The damage done to archeological and heritage sites in Iraq under ISIS did not stop when these places were liberated and the radical group expelled, says Abdullah Qader, the director of Iraqi institute for Conservation of Antiquities and Heritage in Erbil.

He believes that the damage to major sites such as Nimrud and monasteries and churches should have been documented immediately after liberation, which was not the case, for lack of planning and money. Qader, who also heads the Association of Archaeologists in Kurdistan, argues that the sites should be closed until proper documentation is done to make ensure that nothing is or will get stolen and so rebuilding will be possible.

What should be the policy for the archeological sites, after ISIS?

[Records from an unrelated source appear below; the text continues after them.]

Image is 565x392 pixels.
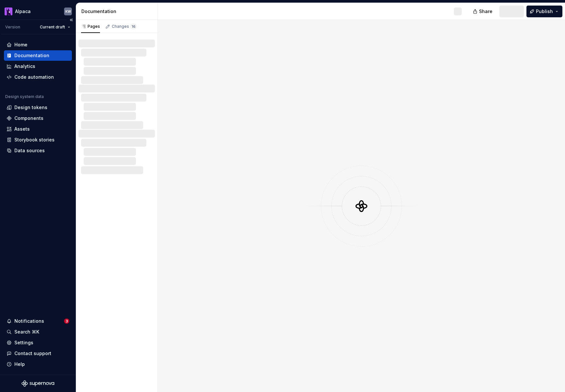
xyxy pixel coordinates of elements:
[2,4,74,18] button: AlpacaKW
[14,42,27,48] div: Home
[4,145,72,156] a: Data sources
[469,6,496,18] button: Share
[14,350,51,356] div: Contact support
[14,361,25,367] div: Help
[14,137,54,143] div: Storybook stories
[6,94,44,99] div: Design system data
[37,22,74,32] button: Current draft
[4,102,72,113] a: Design tokens
[14,115,43,121] div: Components
[5,7,13,15] img: 003f14f4-5683-479b-9942-563e216bc167.png
[4,348,72,358] button: Contact support
[40,25,65,30] span: Current draft
[4,113,72,124] a: Components
[14,73,54,81] div: Code automation
[4,50,72,61] a: Documentation
[14,104,47,111] div: Design tokens
[81,24,100,29] div: Pages
[14,318,44,324] div: Notifications
[6,25,20,30] div: Version
[14,63,35,69] div: Analytics
[527,6,563,18] button: Publish
[66,15,76,25] button: Collapse sidebar
[22,380,54,386] svg: Supernova Logo
[535,8,553,14] span: Publish
[4,315,72,326] button: Notifications3
[4,72,72,82] a: Code automation
[15,8,30,14] div: Alpaca
[4,134,72,145] a: Storybook stories
[4,39,72,50] a: Home
[14,328,39,335] div: Search ⌘K
[4,327,72,337] button: Search ⌘K
[479,8,492,14] span: Share
[64,319,70,323] span: 3
[4,124,72,134] a: Assets
[4,358,72,369] button: Help
[112,24,137,29] div: Changes
[82,8,155,14] div: Documentation
[130,24,137,29] span: 16
[66,9,71,14] div: KW
[4,61,72,72] a: Analytics
[14,339,34,346] div: Settings
[4,337,72,347] a: Settings
[14,125,30,133] div: Assets
[14,147,45,154] div: Data sources
[14,52,50,59] div: Documentation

Abdullah Qader If I were to decide, I would send teams of archeologists with the army to start documenting the sites. But we are an institute for training, and this is an issue for the authorities in Baghdad. Only in Mosul we had ninety archeologists working, as guides, supervisors, teachers; most of them are now living in Duhok, Sulaimani and Erbil. What is their role now? In Amman, a workshop has been held for ten archeologists in Iraq and Syria, who even got a bag with cameras and other things to use for the documentation of liberated sites. But we see on TV that churches are being liberated and then people go there and start cleaning. That should not happen. First the damage needs to be documented, then they can clean. I would prefer these areas to be closed so that nobody can go there until the specialist teams have done their work.